I always tell my relatives to bring their own teabags when they visit. There have been no issues whatever about this; customs officials think this perfectly normal for visitors from the UK, and may even look askance at those who do not.
Tea is HUGE here. You can get Earl Grey with lavender accents and snobby French teas that even the French can't pronounce and things done with "'erbs" and fruit that don't even have any connection with the tea plant and white tea and green tea and it's all served iced, with or without ice, or hot in a glass, probably with lemon on the side. Ask for milk in it, and people will look at you like you just drop-kicked a kitten, but if you're lucky they might be able to find a sachet of powdered non-dairy creamer that's normally used for coffee.
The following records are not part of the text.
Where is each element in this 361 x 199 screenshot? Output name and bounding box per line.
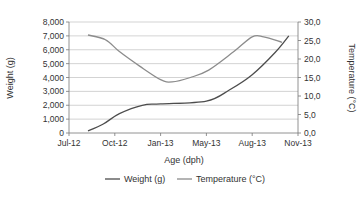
y-tick-label: 4,000 [43, 73, 65, 83]
y-tick-label: 8,000 [43, 17, 65, 27]
y-tick-label: 6,000 [43, 45, 65, 55]
legend: Weight (g) Temperature (°C) [105, 174, 265, 184]
y2-tick-label: 25,0 [304, 36, 321, 46]
temperature-line [88, 35, 282, 82]
y-tick-label: 0 [59, 128, 64, 138]
y-axis-tick-labels: 01,0002,0003,0004,0005,0006,0007,0008,00… [43, 17, 65, 138]
y-axis-title: Weight (g) [5, 57, 15, 98]
x-tick-label: Oct-12 [102, 138, 128, 148]
legend-weight-label: Weight (g) [124, 174, 165, 184]
y-tick-label: 5,000 [43, 59, 65, 69]
x-tick-label: Jan-13 [148, 138, 174, 148]
x-tick-label: May-13 [192, 138, 221, 148]
y2-tick-label: 30,0 [304, 17, 321, 27]
y-tick-label: 2,000 [43, 100, 65, 110]
legend-temperature-label: Temperature (°C) [196, 174, 265, 184]
y2-axis-tick-labels: 0,05,010,015,020,025,030,0 [304, 17, 321, 138]
y-tick-label: 3,000 [43, 86, 65, 96]
y2-tick-label: 20,0 [304, 54, 321, 64]
x-axis-title: Age (dph) [164, 155, 204, 165]
y-tick-label: 7,000 [43, 31, 65, 41]
y2-tick-label: 15,0 [304, 73, 321, 83]
y2-tick-label: 5,0 [304, 110, 316, 120]
y2-axis-title: Temperature (°C) [347, 43, 357, 112]
y2-tick-label: 0,0 [304, 128, 316, 138]
x-axis-tick-labels: Jul-12Oct-12Jan-13May-13Aug-13Nov-13 [57, 138, 312, 148]
x-tick-label: Nov-13 [284, 138, 312, 148]
dual-axis-line-chart: 01,0002,0003,0004,0005,0006,0007,0008,00… [0, 0, 361, 199]
y-tick-label: 1,000 [43, 114, 65, 124]
x-tick-label: Jul-12 [57, 138, 80, 148]
y2-tick-label: 10,0 [304, 91, 321, 101]
x-tick-label: Aug-13 [238, 138, 266, 148]
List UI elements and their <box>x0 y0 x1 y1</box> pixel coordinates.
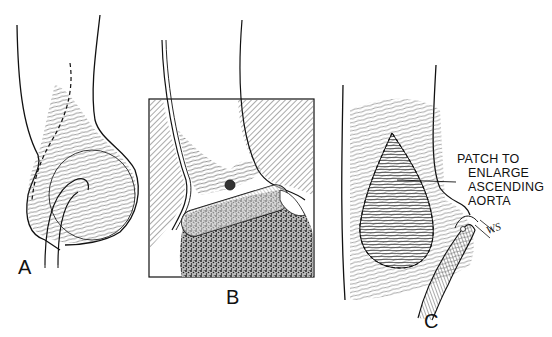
panel-label-a: A <box>18 257 31 277</box>
surgical-illustration: A B C PATCH TO ENLARGE ASCENDING AORTA W… <box>0 0 552 337</box>
panel-label-b: B <box>226 287 239 307</box>
panel-a-drawing <box>17 15 138 268</box>
callout-line-3: ASCENDING <box>457 180 544 194</box>
callout-line-4: AORTA <box>457 194 544 208</box>
panel-label-c: C <box>424 311 438 331</box>
patch-callout-label: PATCH TO ENLARGE ASCENDING AORTA <box>457 152 544 208</box>
panel-b-drawing <box>149 20 314 277</box>
callout-line-1: PATCH TO <box>457 152 544 166</box>
callout-line-2: ENLARGE <box>457 166 544 180</box>
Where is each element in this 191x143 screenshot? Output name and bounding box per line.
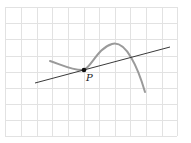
point-label: P bbox=[85, 72, 93, 83]
diagram-canvas: P bbox=[0, 0, 191, 143]
tangent-line bbox=[35, 47, 170, 83]
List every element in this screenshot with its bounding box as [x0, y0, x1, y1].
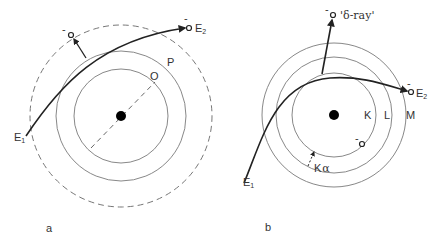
e1-label: E1 — [243, 176, 254, 189]
delta-ray-electron — [331, 13, 336, 18]
nucleus — [116, 111, 126, 121]
ejected-electron — [69, 33, 74, 38]
panel-caption-a: a — [46, 222, 53, 234]
panel-caption-b: b — [265, 221, 271, 233]
e2-label: E2 — [195, 22, 206, 35]
panel-b: - E2 - 'δ-ray' - Kα K L M E1 b — [243, 3, 427, 233]
ejection-arrow — [74, 39, 86, 58]
delta-ray-label: 'δ-ray' — [340, 9, 374, 22]
delta-charge: - — [325, 3, 329, 15]
incident-electron-trajectory — [26, 28, 185, 136]
shell-label-K: K — [364, 109, 372, 121]
outgoing-electron — [409, 90, 414, 95]
k-shell-electron — [360, 142, 365, 147]
outgoing-charge: - — [184, 12, 188, 24]
k-alpha-label: Kα — [314, 162, 330, 175]
shell-label-P: P — [167, 56, 174, 68]
shell-label-O: O — [150, 70, 159, 82]
ejected-charge: - — [62, 23, 66, 35]
atomic-interaction-diagram: - E2 - O P E1 a - E2 - 'δ-ray' - Kα K L … — [0, 0, 440, 244]
panel-a: - E2 - O P E1 a — [14, 12, 212, 234]
outgoing-charge: - — [407, 77, 411, 89]
shell-label-L: L — [384, 109, 390, 121]
shell-label-M: M — [406, 109, 415, 121]
vacancy-charge: - — [355, 132, 359, 144]
outgoing-electron — [187, 26, 192, 31]
e1-label: E1 — [14, 131, 25, 144]
nucleus — [329, 110, 339, 120]
delta-ray-track — [322, 20, 332, 74]
e2-label: E2 — [416, 87, 427, 100]
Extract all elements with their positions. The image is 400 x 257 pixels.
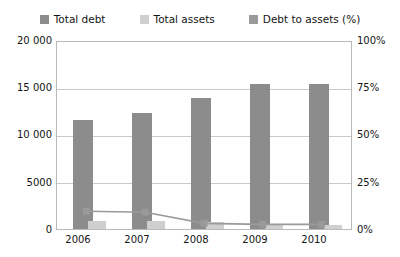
y-axis-tick-10000: 10 000 xyxy=(2,130,52,140)
x-axis-tick-2009: 2009 xyxy=(225,234,285,245)
legend-label-total-debt: Total debt xyxy=(54,13,106,25)
line-marker-2008 xyxy=(201,220,208,227)
plot-area xyxy=(56,41,352,230)
legend-item-total-debt[interactable]: Total debt xyxy=(40,13,106,25)
line-series-debt-to-assets xyxy=(57,42,351,229)
legend-swatch-total-assets xyxy=(140,15,149,24)
y-axis-tick-20000: 20 000 xyxy=(2,36,52,46)
line-marker-2007 xyxy=(142,209,149,216)
y-axis-tick-5000: 5000 xyxy=(2,178,52,188)
line-marker-2006 xyxy=(83,208,90,215)
y-axis-tick-15000: 15 000 xyxy=(2,83,52,93)
x-axis-tick-2007: 2007 xyxy=(107,234,167,245)
chart-legend: Total debt Total assets Debt to assets (… xyxy=(0,10,400,28)
x-axis-tick-2006: 2006 xyxy=(48,234,108,245)
x-axis-tick-2010: 2010 xyxy=(284,234,344,245)
line-marker-2010 xyxy=(318,221,325,228)
legend-label-debt-to-assets: Debt to assets (%) xyxy=(263,13,360,25)
x-axis-tick-2008: 2008 xyxy=(166,234,226,245)
legend-swatch-debt-to-assets xyxy=(249,15,258,24)
line-marker-2009 xyxy=(259,221,266,228)
legend-item-total-assets[interactable]: Total assets xyxy=(140,13,215,25)
legend-label-total-assets: Total assets xyxy=(154,13,215,25)
legend-swatch-total-debt xyxy=(40,15,49,24)
chart-container: Total debt Total assets Debt to assets (… xyxy=(0,0,400,257)
y-axis-tick-0: 0 xyxy=(2,225,52,235)
legend-item-debt-to-assets[interactable]: Debt to assets (%) xyxy=(249,13,360,25)
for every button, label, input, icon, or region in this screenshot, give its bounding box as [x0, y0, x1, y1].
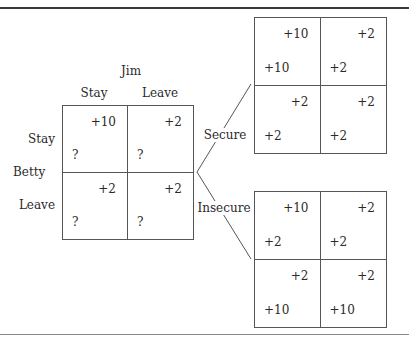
- secure-cell-stay-stay: +10 +10: [255, 18, 321, 86]
- column-payoff: +2: [357, 27, 375, 41]
- base-cell-leave-leave: +2 ?: [128, 173, 193, 240]
- row-payoff: +2: [264, 129, 282, 143]
- bottom-rule: [0, 334, 409, 335]
- row-payoff: +2: [330, 235, 348, 249]
- insecure-cell-leave-stay: +2 +10: [255, 260, 321, 328]
- column-payoff: +2: [164, 182, 182, 196]
- row-payoff: +10: [330, 303, 355, 317]
- row-payoff: ?: [72, 148, 78, 162]
- column-payoff: +2: [291, 269, 309, 283]
- branch-line-insecure: [197, 172, 251, 259]
- column-payoff: +10: [283, 27, 308, 41]
- column-payoff: +2: [357, 269, 375, 283]
- row-strategy-leave: Leave: [19, 198, 55, 212]
- column-strategy-stay: Stay: [81, 86, 108, 100]
- column-payoff: +2: [357, 201, 375, 215]
- row-payoff: +10: [264, 303, 289, 317]
- row-strategy-stay: Stay: [28, 132, 55, 146]
- column-player-label: Jim: [121, 64, 141, 78]
- insecure-cell-stay-leave: +2 +2: [321, 192, 387, 260]
- secure-cell-leave-stay: +2 +2: [255, 86, 321, 154]
- column-payoff: +2: [291, 95, 309, 109]
- row-payoff: +2: [264, 235, 282, 249]
- base-cell-leave-stay: +2 ?: [63, 173, 128, 240]
- insecure-cell-stay-stay: +10 +2: [255, 192, 321, 260]
- base-cell-stay-stay: +10 ?: [63, 106, 128, 173]
- column-payoff: +10: [283, 201, 308, 215]
- insecure-matrix: +10 +2 +2 +2 +2 +10 +2 +10: [254, 191, 387, 328]
- branch-label-secure: Secure: [203, 128, 248, 142]
- secure-cell-leave-leave: +2 +2: [321, 86, 387, 154]
- branch-label-insecure: Insecure: [196, 201, 251, 215]
- insecure-cell-leave-leave: +2 +10: [321, 260, 387, 328]
- row-payoff: ?: [72, 215, 78, 229]
- row-payoff: +2: [330, 129, 348, 143]
- secure-cell-stay-leave: +2 +2: [321, 18, 387, 86]
- row-payoff: +2: [330, 61, 348, 75]
- row-payoff: ?: [137, 215, 143, 229]
- base-game-matrix: +10 ? +2 ? +2 ? +2 ?: [62, 105, 194, 240]
- secure-matrix: +10 +10 +2 +2 +2 +2 +2 +2: [254, 17, 387, 154]
- row-payoff: +10: [264, 61, 289, 75]
- column-payoff: +10: [91, 115, 116, 129]
- base-cell-stay-leave: +2 ?: [128, 106, 193, 173]
- row-player-label: Betty: [13, 165, 45, 179]
- column-payoff: +2: [357, 95, 375, 109]
- row-payoff: ?: [137, 148, 143, 162]
- column-strategy-leave: Leave: [142, 86, 178, 100]
- column-payoff: +2: [98, 182, 116, 196]
- column-payoff: +2: [164, 115, 182, 129]
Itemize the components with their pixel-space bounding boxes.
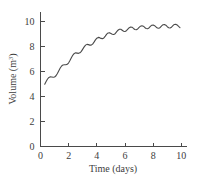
y-axis-title: Volume (m	[7, 60, 19, 105]
svg-text:Volume (m3): Volume (m3)	[7, 53, 20, 104]
y-tick-label-0: 0	[30, 141, 35, 152]
x-tick-label-8: 8	[151, 150, 156, 161]
x-tick-label-10: 10	[176, 150, 186, 161]
chart-figure: 0246810 0246810 Time (days) Volume (m3)	[0, 0, 201, 184]
x-tick-label-4: 4	[94, 150, 99, 161]
y-tick-label-8: 8	[30, 41, 35, 52]
y-tick-label-2: 2	[30, 116, 35, 127]
volume-vs-time-line-chart: 0246810 0246810 Time (days) Volume (m3)	[0, 0, 201, 184]
y-tick-label-4: 4	[30, 91, 35, 102]
x-tick-label-0: 0	[38, 150, 43, 161]
x-tick-label-2: 2	[66, 150, 71, 161]
x-tick-label-6: 6	[123, 150, 128, 161]
x-axis-title: Time (days)	[89, 163, 137, 175]
volume-series-line	[45, 24, 180, 84]
x-axis-tickmarks	[69, 143, 182, 147]
y-axis-tickmarks	[41, 22, 45, 147]
y-tick-label-6: 6	[30, 66, 35, 77]
y-tick-label-10: 10	[25, 16, 35, 27]
y-axis-tick-labels: 0246810	[25, 16, 35, 152]
y-axis-title-tail: )	[7, 53, 19, 56]
x-axis-tick-labels: 0246810	[38, 150, 186, 161]
y-axis-title-group: Volume (m3)	[7, 53, 20, 104]
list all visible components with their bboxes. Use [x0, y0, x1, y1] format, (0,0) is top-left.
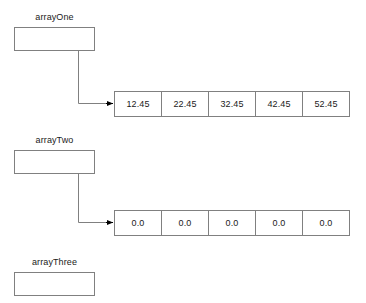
array-cell: 0.0 [209, 211, 256, 235]
array-cell: 52.45 [303, 92, 349, 116]
variable-label-arrayone: arrayOne [14, 12, 95, 22]
variable-label-arraythree: arrayThree [14, 257, 95, 267]
array-reference-diagram: arrayOne 12.45 22.45 32.45 42.45 52.45 a… [0, 0, 366, 303]
array-cell: 32.45 [209, 92, 256, 116]
array-cell: 0.0 [303, 211, 349, 235]
array-cell: 22.45 [162, 92, 209, 116]
array-object-arrayone: 12.45 22.45 32.45 42.45 52.45 [114, 91, 350, 117]
variable-label-arraytwo: arrayTwo [14, 135, 95, 145]
array-cell: 12.45 [115, 92, 162, 116]
array-cell: 0.0 [162, 211, 209, 235]
array-cell: 42.45 [256, 92, 303, 116]
reference-box-arrayone [14, 27, 95, 51]
array-object-arraytwo: 0.0 0.0 0.0 0.0 0.0 [114, 210, 350, 236]
array-cell: 0.0 [256, 211, 303, 235]
array-cell: 0.0 [115, 211, 162, 235]
reference-box-arraytwo [14, 150, 95, 174]
reference-box-arraythree [14, 272, 95, 296]
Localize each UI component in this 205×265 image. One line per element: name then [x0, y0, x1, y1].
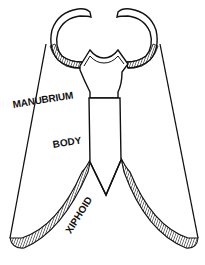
sternum-body	[89, 98, 121, 195]
sternum-diagram	[0, 0, 205, 265]
right-rib-flap	[121, 44, 198, 248]
manubrium	[80, 50, 128, 98]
"A mug, white, with one" has no meaning here in the US, because the incredible range of things they call tea precludes any such simplicity. Even being able to find plain black tea (which is what most Brits expect when we say "tea") will be a challenge, as most places don't even stock the stuff.
While you can get brands of tea that claim to be the same, at specialist places like World Market and such, odds are that you won't find a reliable source of tea that tastes as you are accustomed until you've been here a while (few years maybe).
Mostly, they're as much the "same" as cola canned in the UK, US, and middle east are the "same", which is to say, they have the same logo on the box but there it ends.
So bring a good stash of your own comfort drinks.
Also, bring a travel kettle that can work on 120v. Not only do most hotels not have a kettle in each room, but it's hard to find an electric kettle that actually works for any reasonable amount of money.
And don't use tap water to make the tea. I know, "don't drink the water" is so hackneyed travel advice, it's become a trope. But either buy bottled water, or get a very good water filter (which, thankfully, they DO sell here). Mains water is typically laced with chlorine and fluoride by law, to the point that you step out of the shower smelling olike you just stepped out of a swimming pool. So you will meet many Americans with thyroid issues (I never even knew thyroids existed, beyond a vague "heard the name", before I came to the US), and none of them have any clue why. Most assume it's genetic.
TL;DR: Don't drink the water. Bring tea bags. Bring a 120v kettle. And be prepared for the fact that the toilet paper is both a different shape, and not up to BSI Kitemark standards. Frankly, you might as well wipe your arse on a teabag. But that's another rant, for another time.
And don't get me started on the plumbing.